Posted by: Glenn Kenny | May 19, 2009 at 11:16 PM
While I know this thread is dead and gone (four months being a decade in blog-years), I did want to say that my wife and I just saw the film last night-- me for the first time, her for the first time since its theatrical run-- and it really is an impressive, understated picture.
(SPOILER) I especially like the way Coyle's last scene is handled-- it denies any visceral sense of closure. That's something that's done throughout the film, something that's helped by its somewhat digressive structure-- i.e., it's pretty damn democratic in who it follows where and when; Coyle might be the title character, but he's no more the main character than Jackie Brown, the cop, the bank robbers, even Peter Boyle's character. When Coyle meets his fate, it's not given any more emphasis than when Brown gets arrested, or when the bank robbers get caught.
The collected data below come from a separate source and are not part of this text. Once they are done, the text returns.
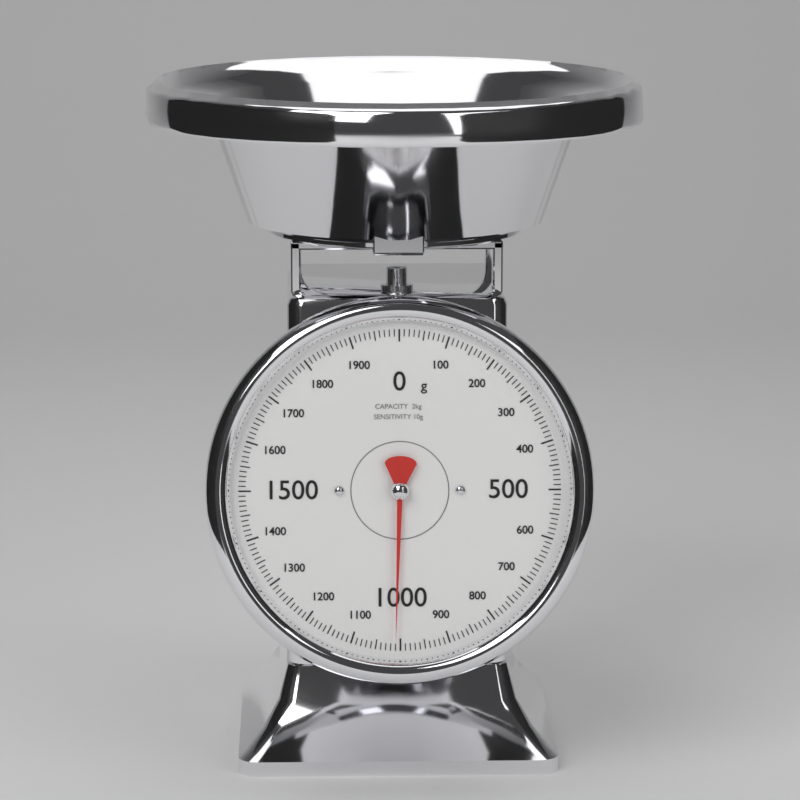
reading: 1010 g
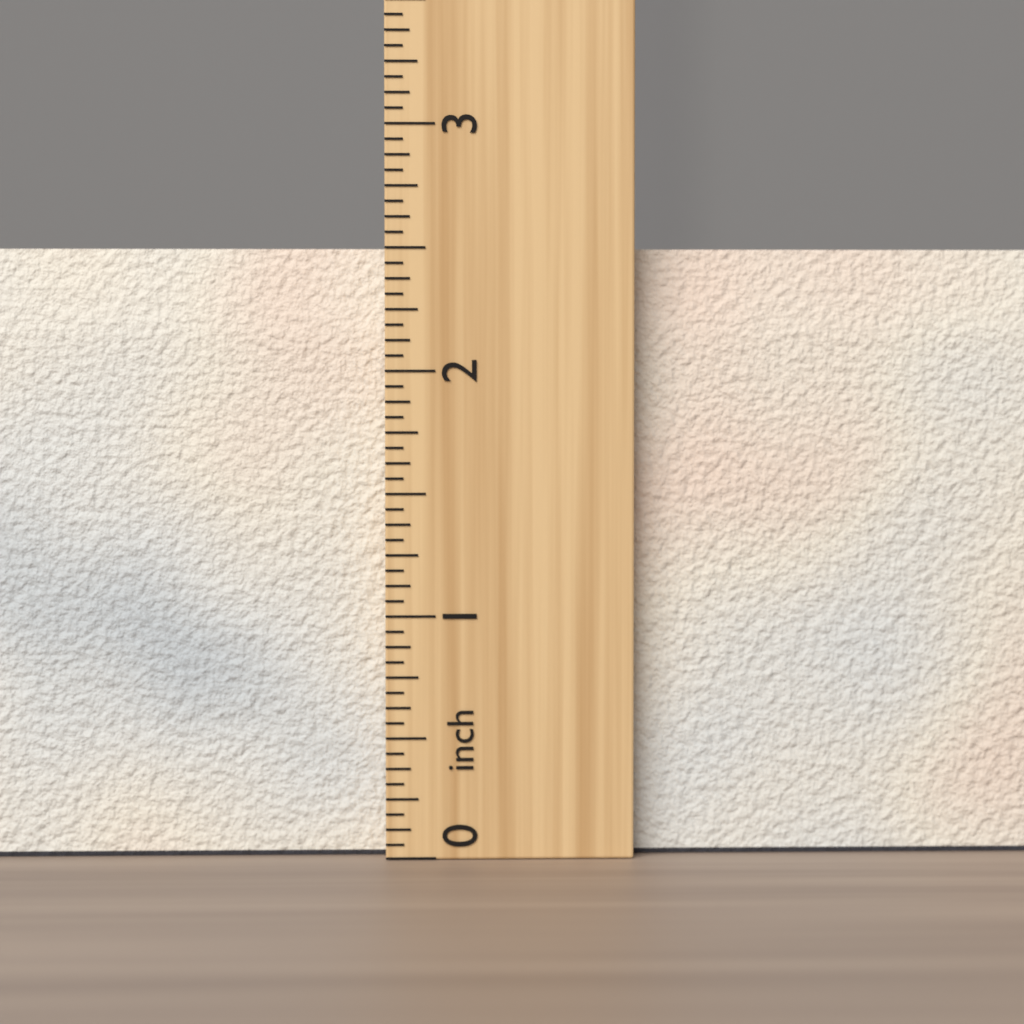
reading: 2.5000 inch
I also like how when Peter Boyle's duplicity is revealed, it's not really a revelation at all but a confirmation of what we already knew-- denying catharsis for something quieter and more unnerving. (/SPOILER)
I could be mistaken, as it's been quite a few years, but I think Yates took a similar off-hand, democratic-ensemble approach to MOTHER, JUGS, AND SPEED and BREAKING AWAY. Am I right, or am I just imagining things?
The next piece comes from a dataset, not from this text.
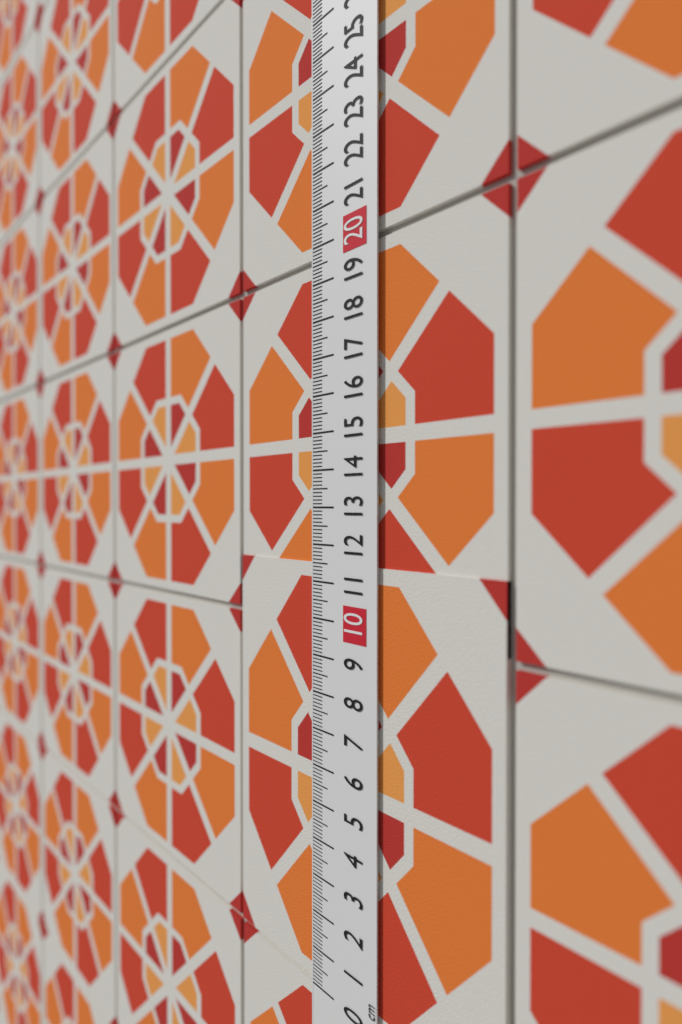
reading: 11.5 cm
Posted by: Tom Russell | September 18, 2009 at 12:32 PM
Re-reading my last bit, I realize that I might have been unclear in my phrasing. What I meant to say was, if I recall correctly, MOTHER, JUGS, AND SPEED and BREAKING AWAY also had a digressive structural quality to them that made their various characters "co-leads" without feeling quite as aimless/over-reaching as a lot of ensemble pieces do. And by off-hand I meant that there wasn't a lot of directorial stylistic heightening-- I wasn't talking about the performances, which are quite a bit broader (yet still convincing) than those in Coyle. And what I meant to ask was, since it's been a few years since I saw either of those films, am I remembering correctly or am I full of shit?